SESP Ranked No. 2 by U.S. News
Northwestern University's School of Education and Social Policy (SESP) has earned its highest-ever ranking — No. 2 among graduate schools of education in the nation, according to U.S. News & World Report.
Scholars from Northwestern University's School of Education and Social Policy will address Indigenous futures, AI justice, climate, democracy, and the ongoing effort to improve education at the 2026 American Educational Research Association Annual Meeting in Los Angeles.
Ozivell Ecford, a learning sciences graduate student at Northwestern University's School of Education and Social Policy, has been selected for the 2026 Edward Alexander Bouchet Graduate Honor Society, which recognizes outstanding scholarly achievement and excellence in doctoral education.
Northwestern University's School of Education and Social Policy (SESP) has earned its highest-ever ranking — No. 2 among graduate schools of education in the nation, according to U.S. News & World Report.
Northwestern University Professor Sepehr Vakil contributed to a new report from the National Academies of Sciences, Engineering, and Medicine that offers strategies for integrating data and computing into K-12 education.
Professor Mesmin Destin was named a senior fellow with the Carnegie Foundation for the Advancement of Teaching, joining a national effort to bridge the gap between what young people need to thrive and what high school currently delivers.
Mississippi spends less than half of what New Jersey does on education. Yet its fourth-graders perform better on standardized reading and math tests. Kirabo Jackson explains why.
They call it work for a reason: It’s drudgery, something to slog through until payday. Or maybe you love your job—work is your passion, your identity and nearly all you do. Alumna Bree Groff (MSLOC14) offers a third way to think about how we spend five-sevenths of our week: What if work were simply more fun?
Professor Lauren Tighe’s Child and Family Policy class took one of Dilla’s Mahogany Tours through Bronzeville on the South Side, connecting the policy they learned in the classroom with the communities those ideas shape.
In a world shaped by divisive social media, misinformation, and political polarization, Shapiro helps students think carefully and critically about complicated topics, from gun ownership and religion to antisemitism.
From campus roots to national impact, Kosman built America Learns to help the helpers—and to keep service alive when it matters most.
The National Network of Research-Practice Partnerships in Education highlighted the impact of a School of Education and Social Policy initiative as part of its annual look at the work of members.
Northwestern University professor Sally Nuamah has been selected as a 2026 Bellagio Center resident by the Rockefeller Foundation — a prestigious 26-day residency on the shores of Lake Como, Italy.
Humans have a habit of dividing life into stages, but are these categories really useful or meaningful? In a recent New Yorker piece, SESP psychologist Dan P. McAdams tells writer Shayla Love that traditional life stages are limiting.
Smartphones and social media are making our emotional lives “choppier” by speeding up and intensifying the information we receive, stress researcher Emma Adam said during a recent Northwestern University conference on social and emotional well-being in a digital world.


> [Task prompt]
Every record should be restated exactly, with no images included.

══════

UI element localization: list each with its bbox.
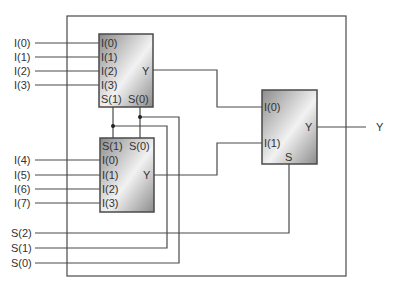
- svg-text:I(6): I(6): [14, 183, 31, 195]
- svg-text:I(1): I(1): [102, 169, 119, 181]
- svg-text:I(0): I(0): [14, 37, 31, 49]
- svg-text:I(2): I(2): [102, 183, 119, 195]
- svg-text:I(7): I(7): [14, 197, 31, 209]
- svg-text:I(0): I(0): [101, 37, 118, 49]
- mux-diagram: I(0) I(1) I(2) I(3) Y S(1) S(0) S(1) S(0…: [0, 0, 397, 293]
- svg-text:I(2): I(2): [14, 65, 31, 77]
- internal-wires: [153, 70, 366, 175]
- svg-text:S(1): S(1): [11, 242, 32, 254]
- svg-text:Y: Y: [142, 65, 150, 77]
- mux1-4to1: I(0) I(1) I(2) I(3) Y S(1) S(0): [99, 34, 153, 107]
- svg-text:I(0): I(0): [264, 101, 281, 113]
- svg-text:I(1): I(1): [101, 51, 118, 63]
- mux3-2to1: I(0) I(1) Y S: [262, 90, 317, 164]
- svg-text:Y: Y: [143, 169, 151, 181]
- svg-text:S(1): S(1): [101, 93, 122, 105]
- svg-text:I(0): I(0): [102, 154, 119, 166]
- input-labels: I(0) I(1) I(2) I(3) I(4) I(5) I(6) I(7): [14, 37, 31, 209]
- svg-text:Y: Y: [305, 121, 313, 133]
- select-wires: [35, 107, 289, 263]
- svg-text:I(3): I(3): [102, 197, 119, 209]
- svg-text:I(5): I(5): [14, 169, 31, 181]
- svg-text:S(2): S(2): [11, 227, 32, 239]
- svg-text:S(0): S(0): [128, 93, 149, 105]
- mux2-4to1: S(1) S(0) I(0) I(1) I(2) I(3) Y: [100, 138, 154, 212]
- svg-text:I(1): I(1): [264, 137, 281, 149]
- svg-text:I(2): I(2): [101, 65, 118, 77]
- svg-text:I(3): I(3): [101, 79, 118, 91]
- select-labels: S(2) S(1) S(0): [11, 227, 32, 269]
- svg-text:I(4): I(4): [14, 154, 31, 166]
- svg-text:S(0): S(0): [129, 140, 150, 152]
- svg-text:S(0): S(0): [11, 257, 32, 269]
- svg-text:I(3): I(3): [14, 79, 31, 91]
- svg-text:I(1): I(1): [14, 51, 31, 63]
- svg-text:S(1): S(1): [102, 140, 123, 152]
- svg-text:S: S: [285, 151, 292, 163]
- output-label: Y: [376, 121, 384, 133]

══════

> [Response]
UI element localization: list each with its bbox.
- svg-text:I(6): I(6): [14, 183, 31, 195]
- svg-text:I(1): I(1): [102, 169, 119, 181]
- svg-text:I(0): I(0): [14, 37, 31, 49]
- svg-text:I(2): I(2): [102, 183, 119, 195]
- svg-text:I(7): I(7): [14, 197, 31, 209]
- svg-text:I(0): I(0): [101, 37, 118, 49]
- mux-diagram: I(0) I(1) I(2) I(3) Y S(1) S(0) S(1) S(0…: [0, 0, 397, 293]
- svg-text:I(2): I(2): [14, 65, 31, 77]
- internal-wires: [153, 70, 366, 175]
- svg-text:S(1): S(1): [11, 242, 32, 254]
- svg-text:Y: Y: [142, 65, 150, 77]
- mux1-4to1: I(0) I(1) I(2) I(3) Y S(1) S(0): [99, 34, 153, 107]
- svg-text:I(0): I(0): [264, 101, 281, 113]
- svg-text:I(1): I(1): [101, 51, 118, 63]
- mux3-2to1: I(0) I(1) Y S: [262, 90, 317, 164]
- svg-text:Y: Y: [143, 169, 151, 181]
- svg-text:S(1): S(1): [101, 93, 122, 105]
- svg-text:I(0): I(0): [102, 154, 119, 166]
- input-labels: I(0) I(1) I(2) I(3) I(4) I(5) I(6) I(7): [14, 37, 31, 209]
- svg-text:Y: Y: [305, 121, 313, 133]
- select-wires: [35, 107, 289, 263]
- svg-text:I(3): I(3): [102, 197, 119, 209]
- svg-text:I(5): I(5): [14, 169, 31, 181]
- svg-text:S(2): S(2): [11, 227, 32, 239]
- svg-text:S(0): S(0): [128, 93, 149, 105]
- mux2-4to1: S(1) S(0) I(0) I(1) I(2) I(3) Y: [100, 138, 154, 212]
- svg-text:I(1): I(1): [264, 137, 281, 149]
- svg-text:I(2): I(2): [101, 65, 118, 77]
- svg-text:I(3): I(3): [101, 79, 118, 91]
- select-labels: S(2) S(1) S(0): [11, 227, 32, 269]
- svg-text:I(4): I(4): [14, 154, 31, 166]
- svg-text:S(0): S(0): [129, 140, 150, 152]
- svg-text:S(0): S(0): [11, 257, 32, 269]
- svg-text:I(3): I(3): [14, 79, 31, 91]
- svg-text:I(1): I(1): [14, 51, 31, 63]
- svg-text:S(1): S(1): [102, 140, 123, 152]
- svg-text:S: S: [285, 151, 292, 163]
- output-label: Y: [376, 121, 384, 133]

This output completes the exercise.